Named for the Trees Outside the Tasting Room
The name is not marketing fluff. Live oak trees actually shade the outdoor areas at Milam & Greene's tasting room in Blanco, Texas. Live oaks are a fixture of the Hill Country landscape — they are slow-growing, drought-resistant, and built to outlast hard conditions. Naming a patient, weather-shaped bourbon after them fits.
Blanco sits in the heart of the Texas Hill Country, a region that has become one of the more interesting pockets in American whiskey over the past decade. The combination of extreme seasonal temperatures, limestone water, and a craft-forward distilling culture has produced some genuinely distinctive whiskeys, and Milam & Greene has been one of the more serious players in that space.
Only 180 Bottles at $149.99
The online allocation for this release is 180 bottles. That number is not a marketing gimmick — it is simply how much whiskey four barrels produce at cask strength after years of evaporation. Bourbon loses a significant portion of its volume to what the industry calls the angel's share, and by the time these four barrels were ready, 180 bottles at 750ml is what remained for the online release.
The price is $149.99 per bottle.
For context, that puts it in the range of other well-regarded limited cask-strength releases from boutique American distilleries. Whether it is worth the money depends on your taste, but the specs here — nearly seven years of age, cask strength, split aging between Kentucky and Texas, very limited production — put it in the right conversation.
Part of the Sale Goes to Conservation
A portion of every bottle sold supports the Blanco County Conservation Initiative. This is in line with how Milam & Greene has approached the Wildlife Collection overall — the series is tied to conservation causes connected to the Hill Country landscape that shapes the whiskey.
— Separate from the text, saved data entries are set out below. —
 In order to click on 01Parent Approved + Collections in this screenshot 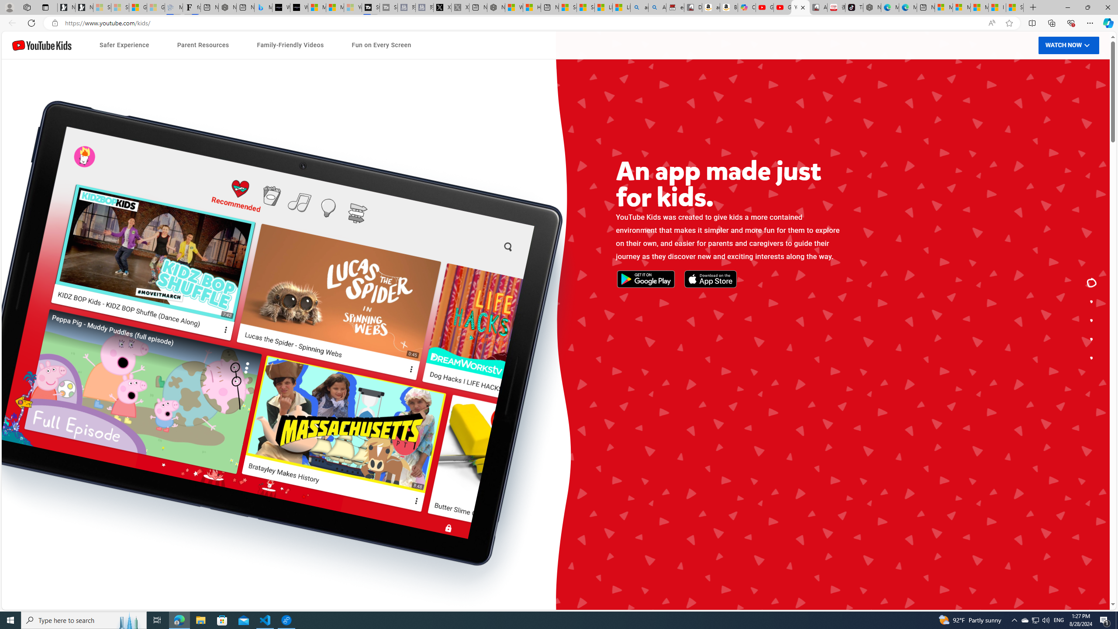, I will do `click(381, 368)`.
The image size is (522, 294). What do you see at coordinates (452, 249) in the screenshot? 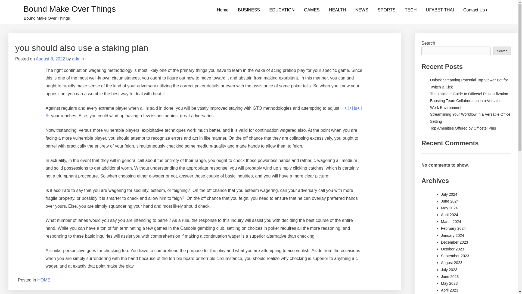
I see `October 2023` at bounding box center [452, 249].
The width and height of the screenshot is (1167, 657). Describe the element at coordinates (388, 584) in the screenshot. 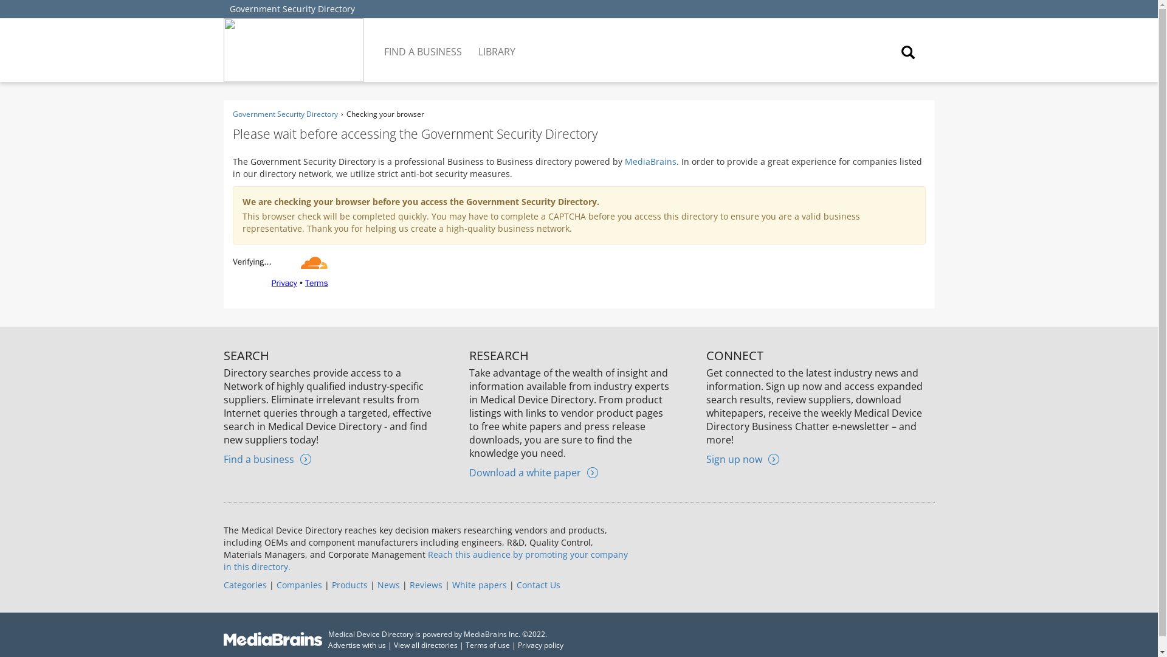

I see `News` at that location.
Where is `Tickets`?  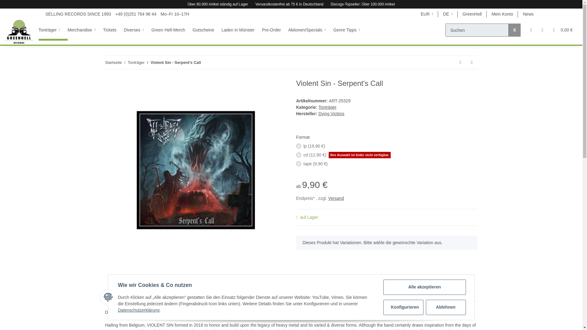
Tickets is located at coordinates (113, 30).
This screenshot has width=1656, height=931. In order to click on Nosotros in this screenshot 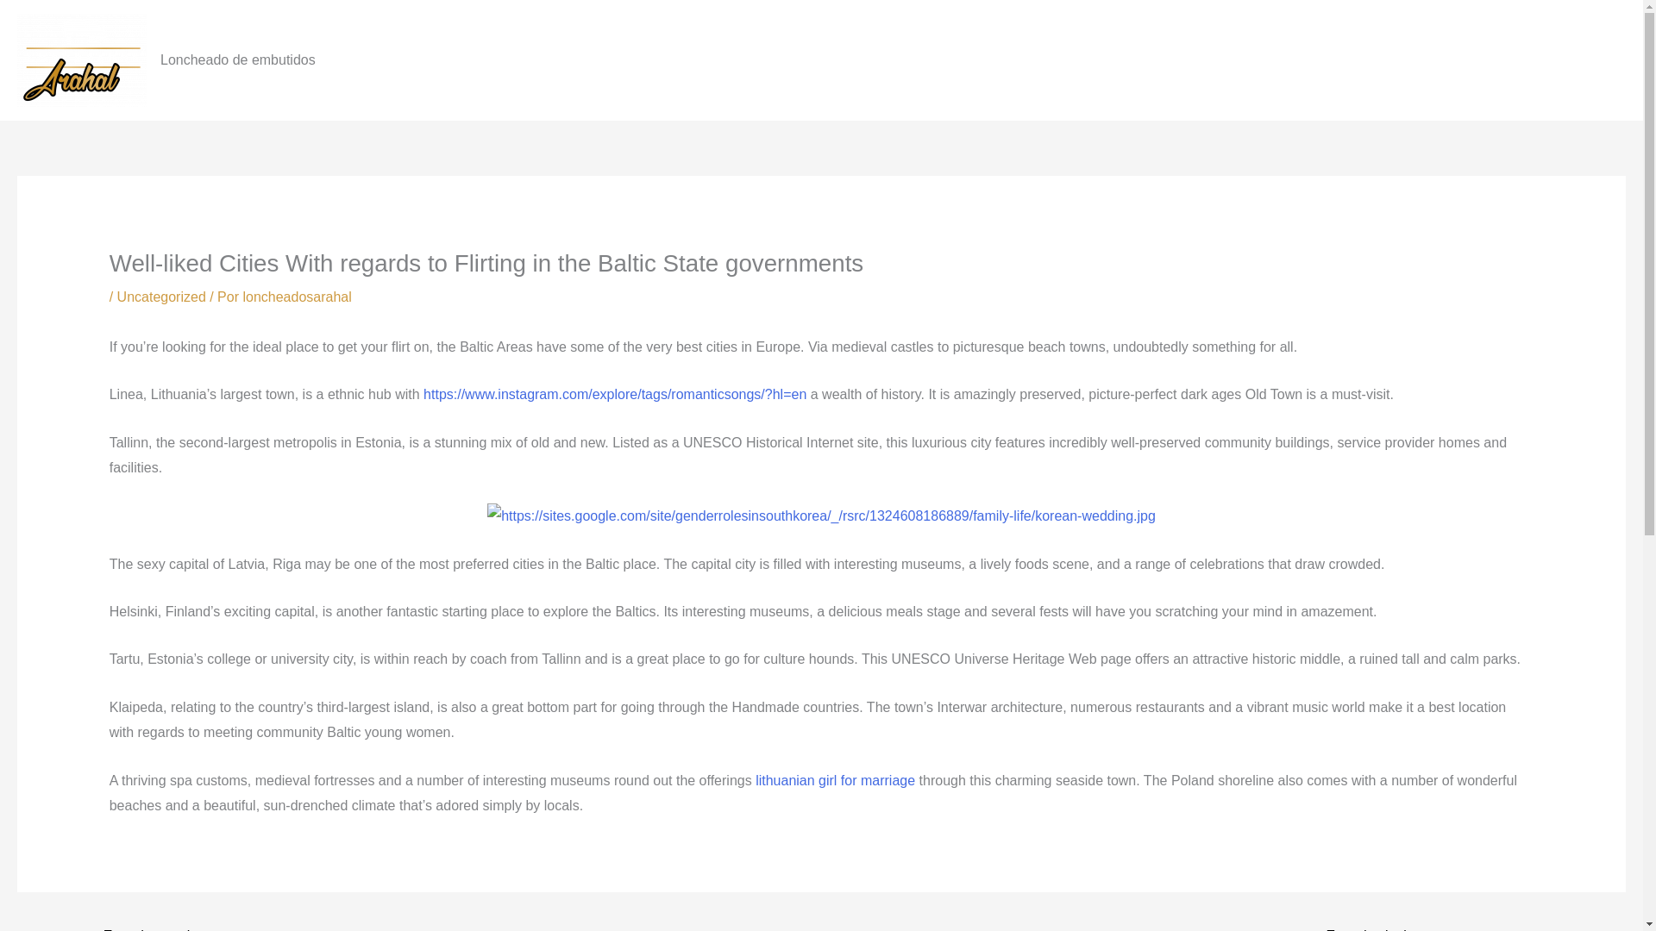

It is not a huge dollar amount per bottle, but at 180 bottles, it adds up, and the gesture connects the whiskey back to the land it was finished on.
The Bigger Picture: What the Wildlife Collection Is Building
This is the second release in the Wildlife Collection, which means Milam & Greene is still early in establishing what this series means. First-year collections are easy to dismiss as one-offs. A second release with this level of backstory — the Kentucky origin, the Texas finishing, the accidental path into the collection from the private select program — suggests the series has genuine depth to it.
The Wildlife Collection appears to be Milam & Greene's answer to the question every serious whiskey buyer is asking right now: what makes a limited release worth chasing? The answer here is not just age or proof. It is the specificity. These are four named casks, distilled on a known date, moved to Texas on a known timeline, evaluated and rerouted based on what the whiskey actually became — not what it was planned to be.
That is the difference between a limited release and a meaningful one.
How to Get a Bottle
The 180 bottles are available online directly through Milam & Greene's website. Given the allocation size, there is no realistic expectation that this stays in stock for long. People who track limited American whiskey releases have already noticed it, and word travels fast in those circles.
If this style of whiskey — high-rye mashbill, cask strength, dual-climate aging, small batch — sits in your wheelhouse, it is worth moving on it before the window closes.
At six years and eleven months in the making, it did not come together quickly. Getting a bottle probably should not wait.